07-10-2025 12:00:00 AM
‘Spot a scam, guard against dubious finfluencers’
Over 1 lakh unlawful contents were removed from social media platforms in the last 18 months, Sebi Chairman Tuhin Kanta Pandey said
Tuhin Kanta Pandey, chairman of the Securities and Exchange Board of India (Sebi), on Friday alerted retail investors about rising frauds and scams in the securities market.
“A smart investor relies on credible, verified sources, and ignores unsolicited offers on social media. While digital infrastructure has brought the markets to our fingertips, it has also armed fraudsters with new tools to deceive investors.
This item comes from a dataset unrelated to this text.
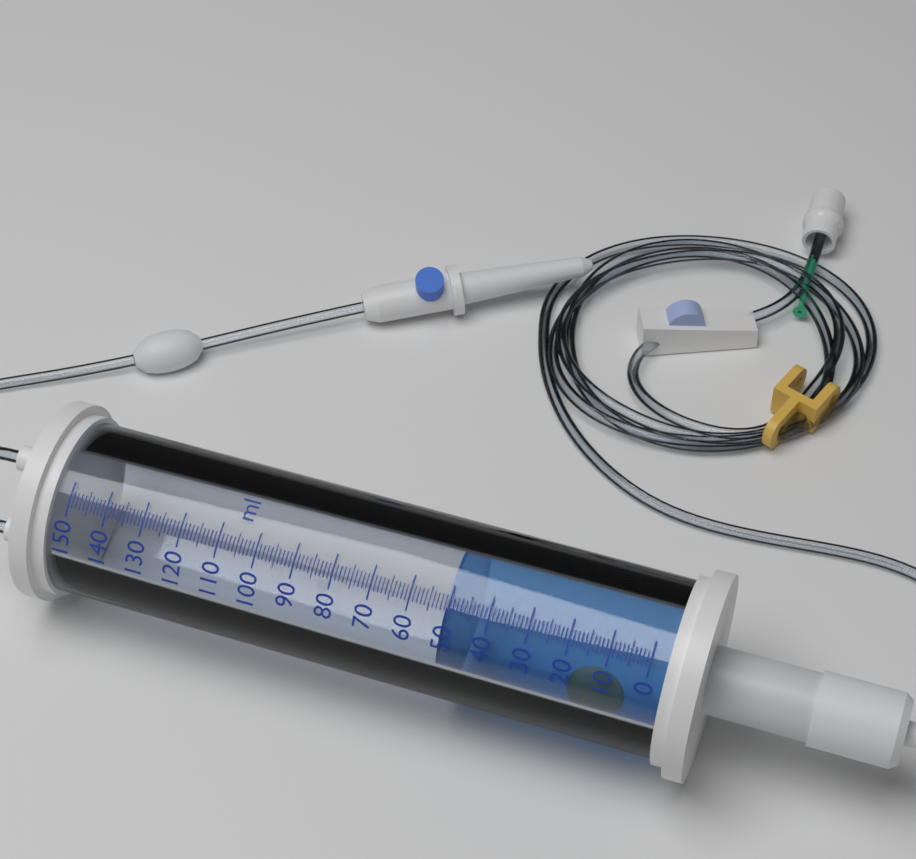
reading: 51 ml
“Unsolicited messages on messaging applications, dubious “finfluencers’, and fake trading apps/websites promise the one thing that markets can never offer-Guaranteed Returns,” Tuhin Kanta Pandey told the World Investor Week 2025, a global campaign by IOSCO to highlight the importance of investor education and protection at NSE.
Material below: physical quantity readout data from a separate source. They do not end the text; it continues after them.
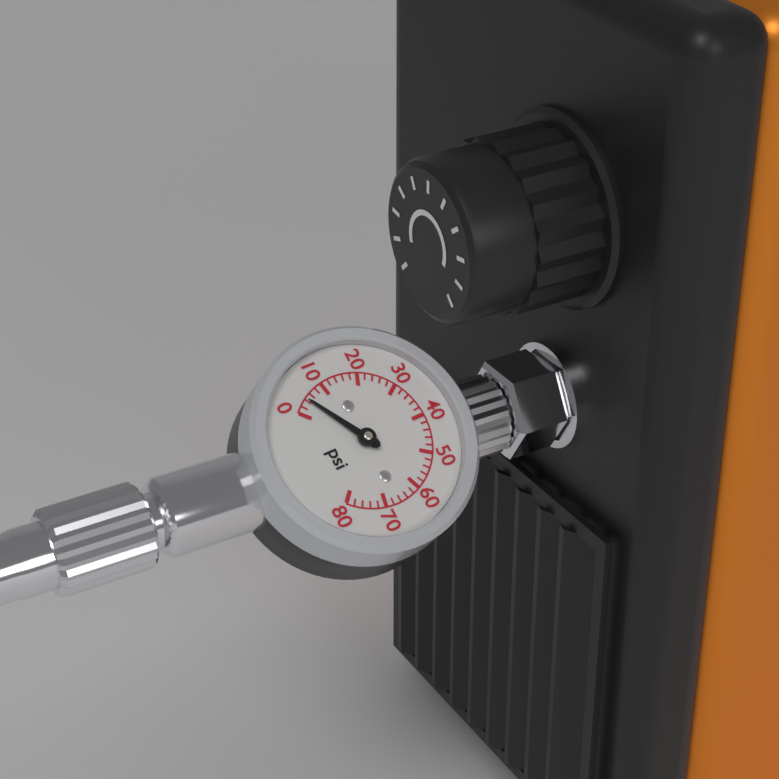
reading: 4 psi
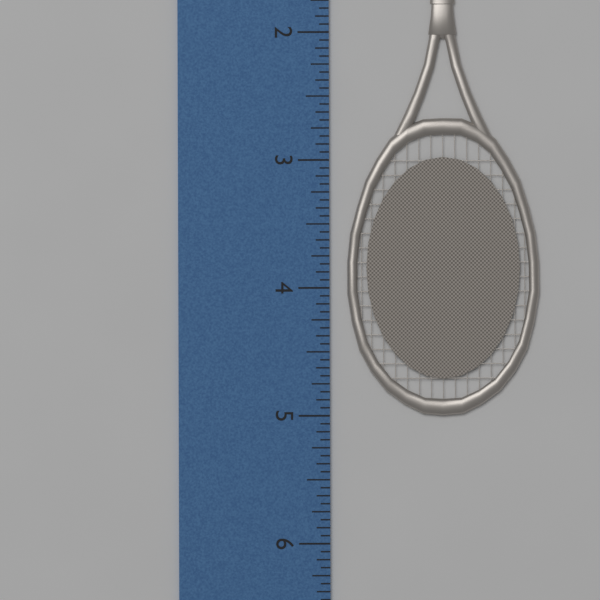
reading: 5.0000 inch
This is a challenging proposition for a nation where nearly 80% of households are fundamentally risk-averse and prioritize capital preservation. Fraudsters exploit this by creating a false sense of security, luring cautious savers into high-risk schemes disguised as safe investments.
A survey conducted by the capital markets regulator confirms that the key barriers preventing investment are lack of knowledge, trust deficit, and fear of losing their capital. As the legendary investor Benjamin Graham said, “The investor’s chief problem-and even his worst enemy-is likely to be himself”.
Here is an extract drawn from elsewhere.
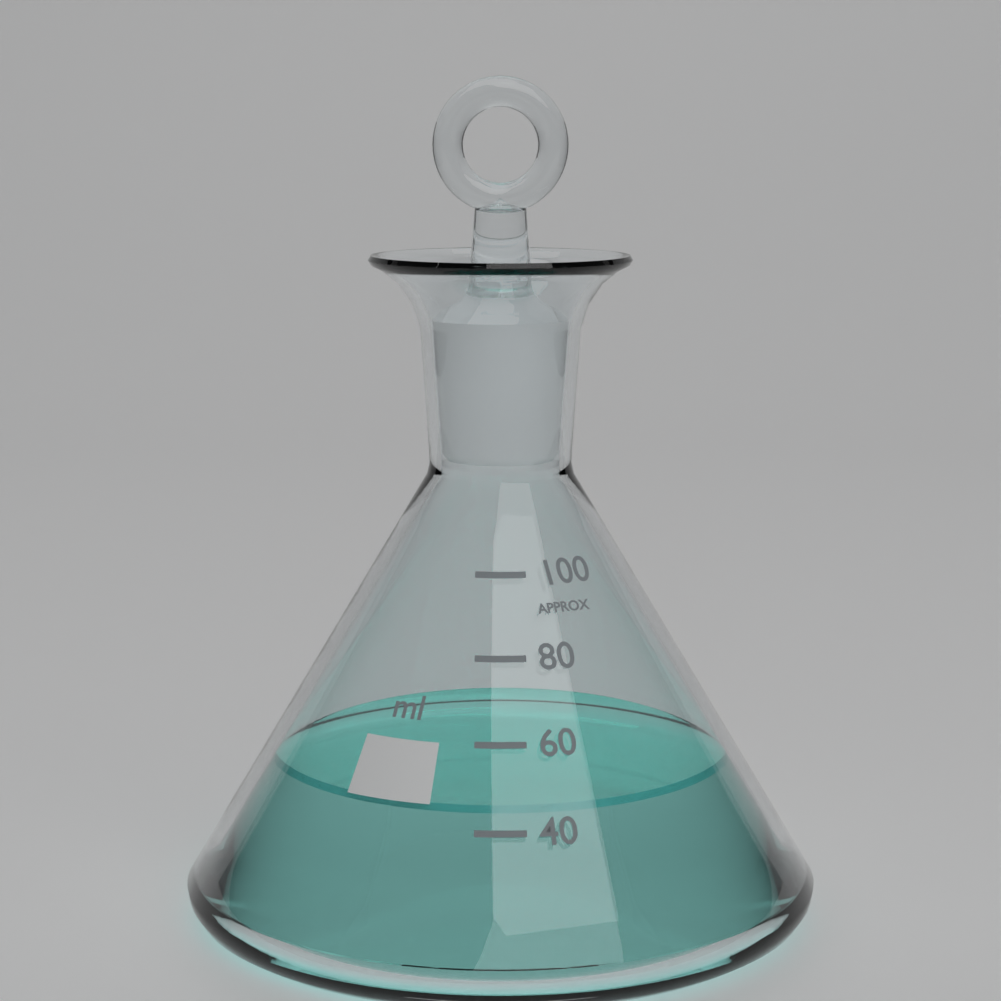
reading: 45 ml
Fraudsters prey on this human tendency, eroding not just an individual’s hard-earned savings but also their trust. “When trust is broken, the engine of our economy falters. People are reluctant to invest, savings remain unproductive, and cost of capital rises. For a developing nation like India, protecting this trust is paramount,” Pandey underlined. The securities markets, Pandey said, are the engines of India’s growth, and it is “our shared responsibility to ensure this engine runs on strong foundations of integrity and transparency.”
A key part of responsible investing is to encourage investors to reflect on their financial goals. Individuals must examine whether they seek to build long-term wealth or want to engage in speculative, short-term trading. Sebi studies have consistently shown that retail investors trading in derivatives end up facing losses, often because they do not fully understand the risk in these products. Derivatives are meant for hedging and risk management, not for quick gains. Retail investors should therefore assess their risk capacity, learn how these contracts work, and avoid speculative trades,” Sebi chief added.
The investor survey conducted by Sebi, covering over 90,000 households shows that 22% of non-investors who are aware of securities products intend to invest within the next year.